Lead co-stars Kelly Walker and Ryan W. Garcia are married, so their scenes together throughout the film provide a portrait of a couple who despite just a brief connection as characters in the movie sink to a relationship together as if they’d known each other all along.

Just like in real relationships, it is the small things in this movie that make the meaning really stick in your mind after sitting on the edge of your seat following a dramatic opening scene. The jokes between characters, a Popsicle offer that doesn’t make immediate sense until later in the film, a make out session in the back of a car repeated again later in the picture with a different set of characters. (Which after asking Peter during a press screening at The West, he noted wasn’t intentional, but a connection I made nonetheless.) Even the way that characters keep eye contact through dramatic moments, communicating with expression and intent that can get lost in the sweep of bigger budget movies demanding a homogenous product.

The elephant, grand piano and safe hanging over your heads by a dangling thread throughout the movie is the tension over faith.

Kelly Walker, who plays girlfriend Zoe to Ryan Garcia’s J.T., enters the life of a group of filmmakers seemingly through chance – but the connections between the pair run deeper as the film goes on, and we learn horrible secrets behind Zoe and her extended family’s faith through their beliefs in Satanism. Zoe’s entrance comes at the same time J.T. and friends are attempting to sell a pilot, and events transpire in such a way it is difficult not to see a “cosmic connection” in the offing that works for the story. The good vs. evil conflict at the heart of the film and subsequent action that ensues is the payoff for a buildup that you are forced to recognize that not all love stories end with a happily ever after.

But some do.

If I had additional thumbs, I would give it more than two and a suggestion that if it comes to a theater near you in the future to go see it. You can find out if it is via the Twin Tales of Terror tour underway.

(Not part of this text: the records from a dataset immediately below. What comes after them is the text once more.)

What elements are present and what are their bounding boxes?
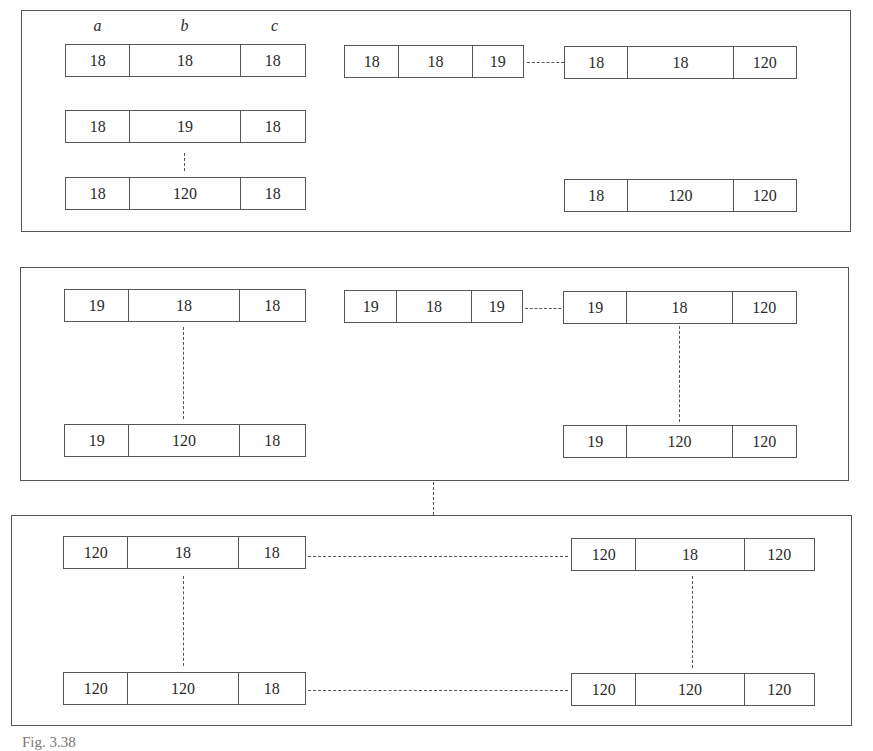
field-c: 120 bbox=[734, 47, 796, 78]
field-b: 18 bbox=[399, 46, 472, 77]
field-c: 18 bbox=[240, 425, 305, 456]
field-b: 120 bbox=[128, 673, 238, 704]
field-c: 120 bbox=[733, 426, 796, 457]
field-header-a: a bbox=[85, 17, 110, 35]
dashed-connector bbox=[527, 62, 569, 63]
field-b: 120 bbox=[636, 674, 744, 705]
key-record: 18 120 120 bbox=[564, 179, 797, 212]
key-record: 19 18 19 bbox=[344, 290, 523, 323]
dashed-connector bbox=[692, 576, 693, 668]
key-record: 120 120 120 bbox=[571, 673, 815, 706]
key-record: 19 18 18 bbox=[64, 289, 306, 322]
key-record: 120 18 18 bbox=[63, 536, 306, 569]
field-a: 18 bbox=[66, 178, 130, 209]
key-record: 120 18 120 bbox=[571, 538, 815, 571]
key-record: 18 18 120 bbox=[564, 46, 797, 79]
field-b: 18 bbox=[628, 47, 733, 78]
field-c: 18 bbox=[241, 178, 305, 209]
field-a: 18 bbox=[66, 45, 130, 76]
field-a: 120 bbox=[572, 674, 636, 705]
field-c: 18 bbox=[241, 111, 305, 142]
field-b: 18 bbox=[129, 290, 239, 321]
dashed-connector bbox=[183, 576, 184, 666]
field-b: 18 bbox=[128, 537, 238, 568]
field-b: 18 bbox=[130, 45, 240, 76]
field-a: 19 bbox=[345, 291, 397, 322]
field-a: 19 bbox=[65, 425, 129, 456]
field-b: 120 bbox=[130, 178, 240, 209]
field-header-b: b bbox=[172, 17, 197, 35]
key-record: 18 18 19 bbox=[344, 45, 524, 78]
field-b: 120 bbox=[129, 425, 239, 456]
key-record: 18 18 18 bbox=[65, 44, 306, 77]
field-c: 120 bbox=[745, 539, 814, 570]
key-record: 19 120 18 bbox=[64, 424, 306, 457]
field-c: 19 bbox=[473, 46, 523, 77]
field-c: 18 bbox=[240, 290, 305, 321]
field-b: 18 bbox=[627, 292, 732, 323]
dashed-connector bbox=[308, 556, 568, 557]
field-c: 18 bbox=[239, 673, 305, 704]
field-c: 18 bbox=[239, 537, 305, 568]
field-a: 18 bbox=[565, 180, 628, 211]
field-a: 19 bbox=[564, 426, 627, 457]
field-a: 120 bbox=[64, 537, 128, 568]
dashed-connector bbox=[433, 482, 434, 515]
dashed-connector bbox=[308, 690, 568, 691]
field-c: 18 bbox=[241, 45, 305, 76]
key-record: 120 120 18 bbox=[63, 672, 306, 705]
field-a: 120 bbox=[64, 673, 128, 704]
field-a: 19 bbox=[564, 292, 627, 323]
key-record: 19 120 120 bbox=[563, 425, 797, 458]
field-a: 18 bbox=[66, 111, 130, 142]
dashed-connector bbox=[184, 153, 185, 171]
field-a: 18 bbox=[345, 46, 399, 77]
field-c: 120 bbox=[733, 292, 796, 323]
field-c: 120 bbox=[734, 180, 796, 211]
field-a: 120 bbox=[572, 539, 636, 570]
dashed-connector bbox=[679, 326, 680, 422]
field-b: 120 bbox=[628, 180, 733, 211]
key-record: 18 120 18 bbox=[65, 177, 306, 210]
field-header-c: c bbox=[262, 17, 287, 35]
field-c: 120 bbox=[745, 674, 814, 705]
key-record: 18 19 18 bbox=[65, 110, 306, 143]
field-a: 18 bbox=[565, 47, 628, 78]
field-a: 19 bbox=[65, 290, 129, 321]
dashed-connector bbox=[183, 327, 184, 419]
field-b: 120 bbox=[627, 426, 732, 457]
dashed-connector bbox=[525, 308, 566, 309]
field-b: 19 bbox=[130, 111, 240, 142]
field-b: 18 bbox=[397, 291, 471, 322]
key-record: 19 18 120 bbox=[563, 291, 797, 324]
field-b: 18 bbox=[636, 539, 744, 570]
figure-caption: Fig. 3.38 bbox=[22, 734, 76, 751]
field-c: 19 bbox=[472, 291, 522, 322]
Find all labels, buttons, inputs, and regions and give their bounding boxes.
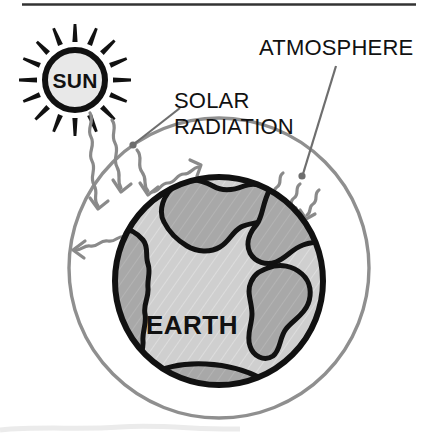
bottom-scan-artifact [0, 426, 240, 430]
solar-radiation-label-line2: RADIATION [174, 114, 294, 139]
diagram-canvas: SUN [0, 0, 429, 438]
earth-label: EARTH [146, 310, 238, 340]
sun-label: SUN [52, 69, 97, 92]
solar-radiation-label-line1: SOLAR [174, 88, 250, 113]
atmosphere-label: ATMOSPHERE [259, 35, 413, 60]
greenhouse-solar-radiation-diagram: SUN [0, 0, 429, 438]
solar-radiation-leader-dot [129, 141, 136, 148]
atmosphere-leader-dot [298, 172, 305, 179]
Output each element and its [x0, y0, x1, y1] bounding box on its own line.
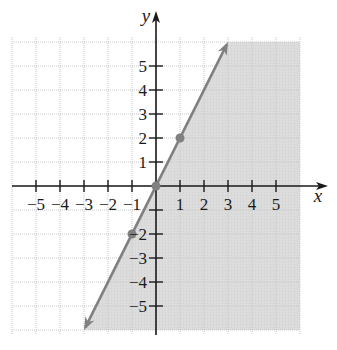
x-tick-label: 5: [272, 195, 281, 214]
x-tick-label: −1: [123, 195, 141, 214]
inequality-graph: −5−4−3−2−112345−5−4−3−212345xy: [0, 0, 337, 350]
y-tick-label: 4: [139, 81, 148, 100]
y-tick-label: −5: [129, 297, 147, 316]
x-tick-label: 4: [248, 195, 257, 214]
data-point: [152, 182, 161, 191]
x-tick-label: −2: [99, 195, 117, 214]
y-tick-label: −4: [129, 273, 148, 292]
x-tick-label: −5: [27, 195, 45, 214]
x-tick-label: −4: [51, 195, 70, 214]
y-tick-label: 5: [139, 57, 148, 76]
x-axis-label: x: [313, 185, 323, 206]
y-axis-label: y: [140, 5, 151, 26]
x-tick-label: 3: [224, 195, 233, 214]
y-tick-label: 3: [139, 105, 148, 124]
y-tick-label: −2: [129, 225, 147, 244]
data-point: [176, 134, 185, 143]
x-tick-label: 1: [176, 195, 185, 214]
y-tick-label: −3: [129, 249, 147, 268]
y-tick-label: 2: [139, 129, 148, 148]
x-tick-label: 2: [200, 195, 209, 214]
y-tick-label: 1: [139, 153, 148, 172]
x-tick-label: −3: [75, 195, 93, 214]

Without a big marketing budget, Hyoguchi’s thrilling love story is making the rounds through small town America as he takes it on tour. His stop in Jesup at a drive-in brought enough moviegoers to get additional showings prior to the tour’s stop in Cedartown. The box office in Cedartown added two more weekends for The Occult as well, showing films like this are able to compete against big budget films like Snow White in ticket sales. J. Horton’s movie “A Hard Place” is also getting additional showings, but this weekend only.

You can see The Occult with Friday and Saturday night showings at 9 p.m. each night this weekend, April 18 and 19.

Check out ticket sales here for $7 a person.